Aram: “We call them associates, but we are not aiming to replace human associates. These are features that generate core case preparation artifacts such as chronologies, summaries of arguments, relationship maps, witness statement checks, and so on. Each tool focuses on a specific task and delivers results with a level of accuracy that often exceeds manual work.
Lawyers still need to review the output, but instead of starting from scratch in Word or Excel, they work with interactive ready-made dashboards.
Our tool handles the repetitive, detail-heavy tasks human associates usually do manually, freeing up their time and intellectual resources for more valuable and enjoyable legal work. This allows legal teams to start shaping their strategy from day one.”
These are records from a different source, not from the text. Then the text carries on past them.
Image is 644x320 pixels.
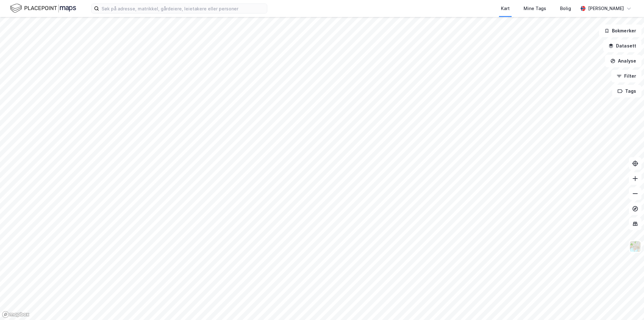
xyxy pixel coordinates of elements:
[560,5,571,12] div: Bolig
[523,5,546,12] div: Mine Tags
[99,4,267,13] input: Søk på adresse, matrikkel, gårdeiere, leietakere eller personer
[588,5,623,12] div: [PERSON_NAME]
[501,5,509,12] div: Kart
[10,3,76,14] img: logo.f888ab2527a4732fd821a326f86c7f29.svg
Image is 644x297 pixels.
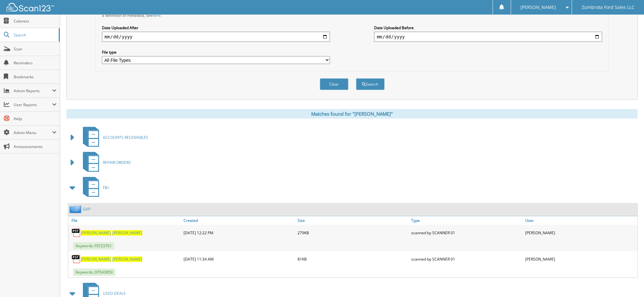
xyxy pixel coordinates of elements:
[81,257,111,262] span: [PERSON_NAME]
[66,109,638,119] div: Matches found for "[PERSON_NAME]"
[613,267,644,297] iframe: Chat Widget
[81,231,111,236] span: [PERSON_NAME]
[112,231,142,236] span: [PERSON_NAME]
[296,227,409,240] div: 279KB
[13,102,52,107] span: User Reports
[296,216,409,225] a: Size
[409,216,524,225] a: Type
[182,227,296,240] div: [DATE] 12:22 PM
[13,130,52,136] span: Admin Menu
[582,5,634,9] span: Zumbrota Ford Sales LLC
[524,227,637,240] div: [PERSON_NAME]
[320,78,348,90] button: Clear
[13,88,52,93] span: Admin Reports
[409,227,524,240] div: scanned by SCANNER 01
[102,49,330,55] label: File type
[73,269,115,276] span: Keywords: DF543859
[182,216,296,225] a: Created
[72,228,81,237] img: PDF.png
[81,257,142,262] a: [PERSON_NAME]_[PERSON_NAME]
[524,216,637,225] a: User
[524,253,637,266] div: [PERSON_NAME]
[69,205,83,213] img: folder2.png
[296,253,409,266] div: 81KB
[7,3,54,11] img: scan123-logo-white.svg
[521,5,556,9] span: [PERSON_NAME]
[103,185,108,190] span: F&I
[79,175,108,200] a: F&I
[103,291,126,296] span: USED DEALS
[103,135,149,140] span: ACCOUNTS RECEIVABLES
[79,125,149,150] a: ACCOUNTS RECEIVABLES
[73,243,114,250] span: Keywords: FEF23701
[374,25,602,31] label: Date Uploaded Before
[374,32,602,42] input: end
[68,216,182,225] a: File
[13,60,57,66] span: Reminders
[103,160,131,165] span: REPAIR ORDERS
[102,32,330,42] input: start
[13,144,57,149] span: Announcements
[152,13,161,18] a: here
[83,207,90,212] a: GAP
[13,32,55,38] span: Search
[72,254,81,264] img: PDF.png
[13,46,57,51] span: Scan
[81,231,142,236] a: [PERSON_NAME]_[PERSON_NAME]
[356,78,385,90] button: Search
[13,19,57,24] span: Cabinets
[182,253,296,266] div: [DATE] 11:34 AM
[13,116,57,122] span: Help
[112,257,142,262] span: [PERSON_NAME]
[409,253,524,266] div: scanned by SCANNER 01
[79,150,131,175] a: REPAIR ORDERS
[102,25,330,31] label: Date Uploaded After
[13,74,57,80] span: Bookmarks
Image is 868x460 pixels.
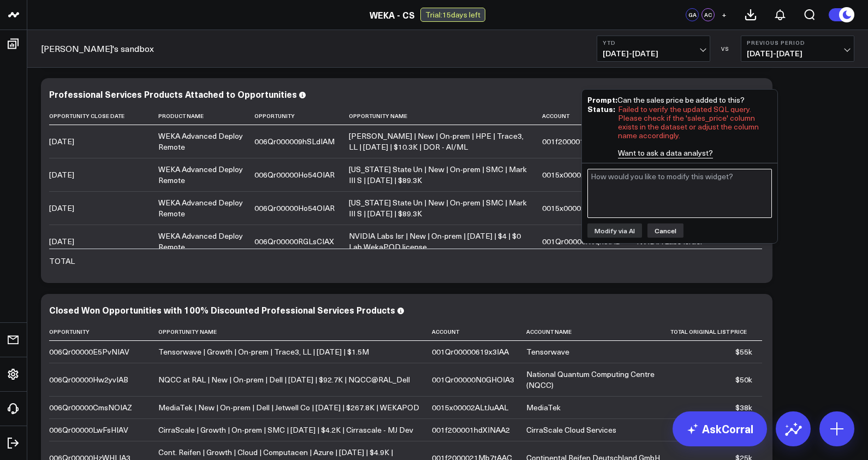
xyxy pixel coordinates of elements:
[526,424,616,436] div: CirraScale Cloud Services
[715,45,735,52] div: VS
[722,11,726,19] span: +
[349,164,532,186] div: [US_STATE] State Un | New | On-prem | SMC | Mark III S | [DATE] | $89.3K
[526,346,569,357] div: Tensorwave
[49,346,129,357] div: 006Qr00000E5PvNIAV
[587,223,642,238] button: Modify via AI
[735,346,752,357] div: $55k
[49,255,75,266] div: TOTAL
[158,346,369,357] div: Tensorwave | Growth | On-prem | Trace3, LL | [DATE] | $1.5M
[255,236,334,247] div: 006Qr00000RGLsCIAX
[671,323,762,341] th: Total Original List Price
[432,424,510,436] div: 001f200001hdXINAA2
[369,9,415,21] a: WEKA - CS
[740,36,854,62] button: Previous Period[DATE]-[DATE]
[432,402,508,413] div: 0015x00002ALtJuAAL
[49,203,74,213] div: [DATE]
[158,424,413,436] div: CirraScale | Growth | On-prem | SMC | [DATE] | $4.2K | Cirrascale - MJ Dev
[158,230,245,252] div: WEKA Advanced Deploy Remote
[602,49,704,58] span: [DATE] - [DATE]
[587,95,772,104] div: Can the sales price be added to this?
[747,49,848,58] span: [DATE] - [DATE]
[49,402,132,413] div: 006Qr00000CmsNOIAZ
[349,131,532,152] div: [PERSON_NAME] | New | On-prem | HPE | Trace3, LL | [DATE] | $10.3K | DOR - AI/ML
[49,374,128,385] div: 006Qr00000Hw2yvIAB
[672,411,767,446] a: AskCorral
[747,39,848,46] b: Previous Period
[717,8,731,22] button: +
[49,88,297,100] div: Professional Services Products Attached to Opportunities
[432,374,514,385] div: 001Qr00000N0GHOIA3
[542,107,636,125] th: Account
[526,323,671,341] th: Account Name
[526,368,661,391] div: National Quantum Computing Centre (NQCC)
[701,8,714,22] div: AC
[542,203,620,213] div: 0015x00002J4e5VAAR
[49,107,158,125] th: Opportunity Close Date
[432,346,509,357] div: 001Qr00000619x3IAA
[158,107,255,125] th: Product Name
[735,374,752,385] div: $50k
[49,323,158,341] th: Opportunity
[158,323,432,341] th: Opportunity Name
[647,223,683,238] button: Cancel
[255,107,349,125] th: Opportunity
[349,230,532,252] div: NVIDIA Labs Isr | New | On-prem | [DATE] | $4 | $0 Lab WekaPOD license
[158,197,245,219] div: WEKA Advanced Deploy Remote
[432,323,526,341] th: Account
[158,164,245,186] div: WEKA Advanced Deploy Remote
[735,402,752,413] div: $38k
[158,402,419,413] div: MediaTek | New | On-prem | Dell | Jetwell Co | [DATE] | $267.8K | WEKAPOD
[526,402,560,413] div: MediaTek
[158,374,410,385] div: NQCC at RAL | New | On-prem | Dell | [DATE] | $92.7K | NQCC@RAL_Dell
[349,107,542,125] th: Opportunity Name
[255,136,334,147] div: 006Qr000009hSLdIAM
[49,304,395,316] div: Closed Won Opportunities with 100% Discounted Professional Services Products
[597,36,710,62] button: YTD[DATE]-[DATE]
[542,236,621,247] div: 001Qr00000XVqh3IAD
[686,8,698,22] div: GA
[49,236,74,247] div: [DATE]
[49,169,74,180] div: [DATE]
[49,136,74,147] div: [DATE]
[255,169,334,180] div: 006Qr00000Ho54OIAR
[587,94,618,105] b: Prompt:
[349,197,532,219] div: [US_STATE] State Un | New | On-prem | SMC | Mark III S | [DATE] | $89.3K
[158,131,245,152] div: WEKA Advanced Deploy Remote
[420,8,485,22] div: Trial: 15 days left
[41,43,154,55] a: [PERSON_NAME]'s sandbox
[542,169,620,180] div: 0015x00002J4e5VAAR
[542,136,621,147] div: 001f200001cyV1BAAU
[618,148,713,159] a: Want to ask a data analyst?
[255,203,334,213] div: 006Qr00000Ho54OIAR
[618,105,772,157] div: Failed to verify the updated SQL query. Please check if the 'sales_price' column exists in the da...
[602,39,704,46] b: YTD
[587,103,615,114] b: Status:
[49,424,128,436] div: 006Qr00000LwFsHIAV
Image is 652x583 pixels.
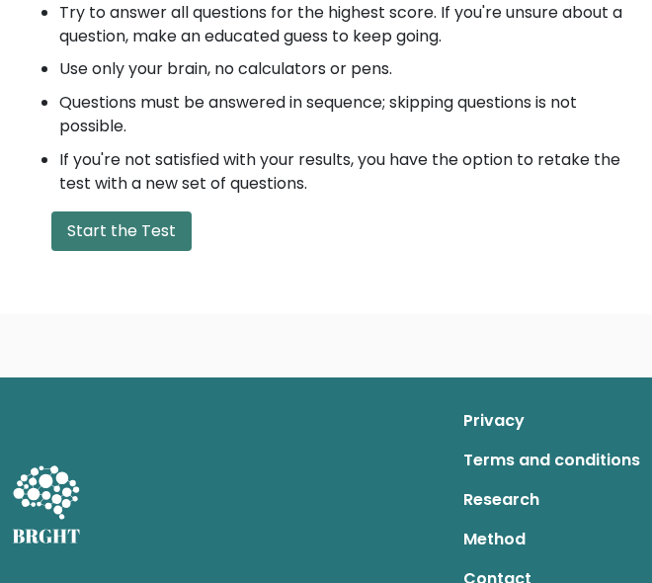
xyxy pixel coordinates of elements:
[463,440,640,480] a: Terms and conditions
[463,480,640,519] a: Research
[59,91,624,138] li: Questions must be answered in sequence; skipping questions is not possible.
[59,148,624,196] li: If you're not satisfied with your results, you have the option to retake the test with a new set ...
[463,519,640,559] a: Method
[463,401,640,440] a: Privacy
[59,1,624,48] li: Try to answer all questions for the highest score. If you're unsure about a question, make an edu...
[59,57,624,81] li: Use only your brain, no calculators or pens.
[51,211,192,251] button: Start the Test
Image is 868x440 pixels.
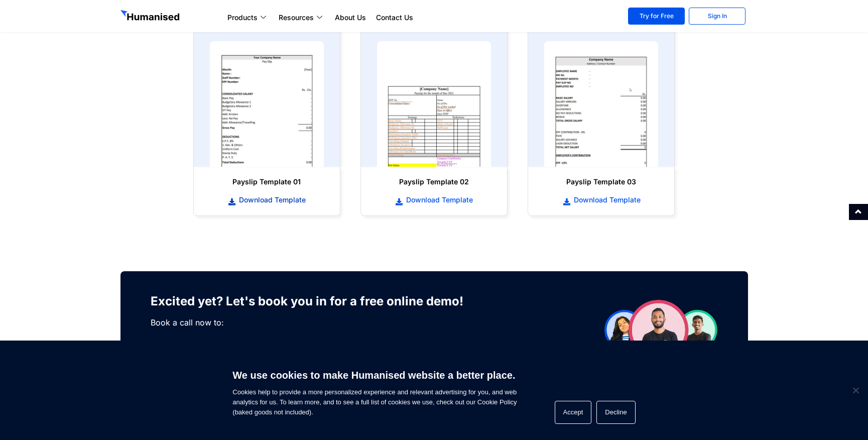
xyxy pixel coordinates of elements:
a: About Us [330,12,371,24]
a: Contact Us [371,12,418,24]
a: Try for Free [628,7,685,25]
button: Accept [555,401,592,424]
h6: Payslip Template 02 [371,177,497,187]
img: payslip template [210,41,324,167]
span: Cookies help to provide a more personalized experience and relevant advertising for you, and web ... [232,363,517,417]
a: Download Template [538,194,664,206]
h6: Payslip Template 03 [538,177,664,187]
a: Resources [274,12,330,24]
img: payslip template [377,41,491,167]
h6: Payslip Template 01 [204,177,330,187]
span: Download Template [571,195,641,205]
span: Experience a live online demo led by our development team plus discovery specialists. [158,339,445,350]
button: Decline [597,401,635,424]
span: Download Template [404,195,473,205]
a: Sign In [689,7,745,25]
p: Book a call now to: [151,317,480,328]
h6: We use cookies to make Humanised website a better place. [232,368,517,383]
a: Products [222,12,274,24]
h3: Excited yet? Let's book you in for a free online demo! [151,291,480,312]
span: Decline [851,385,861,395]
img: GetHumanised Logo [120,10,182,23]
img: payslip template [544,41,658,167]
a: Download Template [204,194,330,206]
a: Download Template [371,194,497,206]
span: Download Template [236,195,306,205]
Built for the Fog of (Legal) War
At its core, CaseLens isn’t only about reducing legal case load, but about reducing uncertainty. When you’re walking into an arbitration, you don’t just want to know what your case is about. You want to own every fact in it. And that’s what the platform promises: no second-guessing whether you caught everything in the data room, no more playing document Tetris.
It’s still your case. You’re still making the calls. CaseLens just clears the fog a little faster.

Given the fact-heavy nature of legal fields such as arbitration, we asked Aram how he sees the relationship between AI and legal judgment evolving, and whether lawyers should be worried about over-relying on automated prep tools?
Aram: “We see these tools as giving lawyers superpowers, not replacing them. Studies have shown that lawyers can be inconsistent and prone to errors when handling repetitive document review tasks manually. CaseLens helps them spot details the human eye often misses.
Legal judgment still matters, and always will. But instead of spending hours on manual review, lawyers can shift their focus to more strategic and creative parts of their work. The tools handle the heavy lifting, so lawyers can make better decisions with more confidence.”
From Overwhelm to Strategy
Maybe the biggest shift CaseLens offers isn’t just in time saved, but in how that time is reallocated. Less time stuck in the weeds means more space to think, analyze, and build persuasive narratives. In that way, it’s not just an AI assistant. It’s a rebalancing act.
And for legal professionals juggling intense prep cycles and client pressure, that’s not a luxury. It’s a lifeline.